Today’s free book is James Mackinnon’s study of John Calvin’s role in the Reformation.
The book is an attempt to portray his work as a leader of the Reformation at Geneva and far beyond it. He is an international, not merely a local or national figure, who had his finger on the pulse of the Reformation in many lands outside the little Republic on the shore of Lake Leman. Though not so original a religious thinker as Luther, he was more systematic in the expression of his thought, and he greatly surpassed him as an organiser and an ecclesiastical statesman. Moreover, he developed the movement in essential respects, particularly in his system of ecclesiastical discipline and polity. He thereby imparted to it a driving force which made itself felt in the social and political as well as the religious history of the Western lands, particularly France, Holland, England, and Scotland, from which it ultimately expanded into the New World beyond the Atlantic. Calvinism, in its developed form, became, in fact, “a live wire” in modern political as well as religious history. “Calvin and the Reformation” thus means far more, in ultimate result, than the local religious history of Geneva. It is the history of a widespread movement, of which, by his powerful intellect, his force of conviction and character, his organising genius, he made Geneva the headquarters.
Preface, pp.vii-viii
This public domain book was digitised from the copy held in Spurgeon’s College library.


* [Task item] Your answer must be an exact copy of the records below, minus any images.

BEGIN Input data

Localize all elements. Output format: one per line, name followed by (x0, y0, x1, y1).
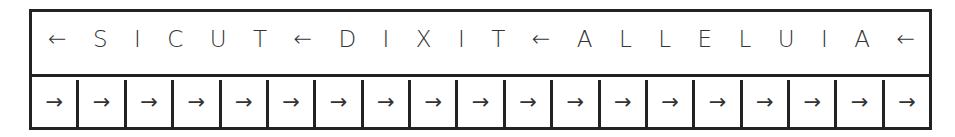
banner-letter: I (458, 25, 465, 53)
banner-letter: D (338, 25, 356, 53)
banner-letter: I (821, 25, 828, 53)
banner-letter: L (619, 25, 632, 53)
arrow-left-icon: ← (294, 25, 312, 53)
banner-letter: I (383, 25, 390, 53)
banner-letter: U (210, 25, 227, 53)
arrow-right-icon: → (269, 80, 316, 127)
text-banner: ← S I C U T ← D I X I T ← A L L E L U I … (32, 12, 929, 77)
arrow-right-icon: → (695, 80, 742, 127)
arrow-right-icon: → (743, 80, 790, 127)
arrow-right-icon: → (79, 80, 126, 127)
banner-letter: A (577, 25, 593, 53)
arrow-left-icon: ← (48, 25, 66, 53)
banner-letter: I (134, 25, 141, 53)
arrow-right-icon: → (32, 80, 79, 127)
banner-letter: A (854, 25, 870, 53)
arrow-right-icon: → (316, 80, 363, 127)
grid-frame: ← S I C U T ← D I X I T ← A L L E L U I … (29, 9, 932, 130)
arrow-right-icon: → (364, 80, 411, 127)
arrow-cell-row: → → → → → → → → → → → → → → → → → → → (32, 80, 929, 127)
arrow-left-icon: ← (896, 25, 914, 53)
arrow-right-icon: → (506, 80, 553, 127)
arrow-right-icon: → (790, 80, 837, 127)
arrow-right-icon: → (222, 80, 269, 127)
banner-letter: L (738, 25, 751, 53)
arrow-right-icon: → (648, 80, 695, 127)
banner-letter: S (93, 25, 108, 53)
arrow-right-icon: → (885, 80, 929, 127)
banner-letter: E (697, 25, 712, 53)
banner-letter: T (253, 25, 267, 53)
banner-letter: C (167, 25, 183, 53)
arrow-right-icon: → (837, 80, 884, 127)
arrow-right-icon: → (601, 80, 648, 127)
arrow-right-icon: → (127, 80, 174, 127)
banner-letter: U (778, 25, 795, 53)
banner-letter: X (416, 25, 432, 53)
arrow-right-icon: → (553, 80, 600, 127)
arrow-right-icon: → (174, 80, 221, 127)
arrow-right-icon: → (411, 80, 458, 127)
banner-letter: T (491, 25, 505, 53)
arrow-right-icon: → (458, 80, 505, 127)
banner-letter: L (658, 25, 671, 53)
arrow-left-icon: ← (532, 25, 550, 53)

END Input data

* [Solution to this problem]
Localize all elements. Output format: one per line, name followed by (x0, y0, x1, y1).
banner-letter: I (458, 25, 465, 53)
banner-letter: D (338, 25, 356, 53)
banner-letter: I (821, 25, 828, 53)
banner-letter: L (619, 25, 632, 53)
arrow-left-icon: ← (294, 25, 312, 53)
banner-letter: I (383, 25, 390, 53)
banner-letter: U (210, 25, 227, 53)
arrow-right-icon: → (269, 80, 316, 127)
text-banner: ← S I C U T ← D I X I T ← A L L E L U I … (32, 12, 929, 77)
arrow-right-icon: → (695, 80, 742, 127)
arrow-right-icon: → (743, 80, 790, 127)
arrow-right-icon: → (79, 80, 126, 127)
banner-letter: A (577, 25, 593, 53)
arrow-left-icon: ← (48, 25, 66, 53)
banner-letter: I (134, 25, 141, 53)
arrow-right-icon: → (32, 80, 79, 127)
banner-letter: A (854, 25, 870, 53)
arrow-right-icon: → (316, 80, 363, 127)
grid-frame: ← S I C U T ← D I X I T ← A L L E L U I … (29, 9, 932, 130)
arrow-right-icon: → (364, 80, 411, 127)
arrow-cell-row: → → → → → → → → → → → → → → → → → → → (32, 80, 929, 127)
arrow-left-icon: ← (896, 25, 914, 53)
arrow-right-icon: → (506, 80, 553, 127)
arrow-right-icon: → (790, 80, 837, 127)
arrow-right-icon: → (222, 80, 269, 127)
banner-letter: L (738, 25, 751, 53)
arrow-right-icon: → (648, 80, 695, 127)
banner-letter: S (93, 25, 108, 53)
arrow-right-icon: → (885, 80, 929, 127)
banner-letter: E (697, 25, 712, 53)
banner-letter: T (253, 25, 267, 53)
banner-letter: C (167, 25, 183, 53)
arrow-right-icon: → (837, 80, 884, 127)
arrow-right-icon: → (601, 80, 648, 127)
arrow-right-icon: → (127, 80, 174, 127)
banner-letter: U (778, 25, 795, 53)
banner-letter: X (416, 25, 432, 53)
arrow-right-icon: → (553, 80, 600, 127)
arrow-right-icon: → (174, 80, 221, 127)
arrow-right-icon: → (411, 80, 458, 127)
banner-letter: T (491, 25, 505, 53)
arrow-right-icon: → (458, 80, 505, 127)
banner-letter: L (658, 25, 671, 53)
arrow-left-icon: ← (532, 25, 550, 53)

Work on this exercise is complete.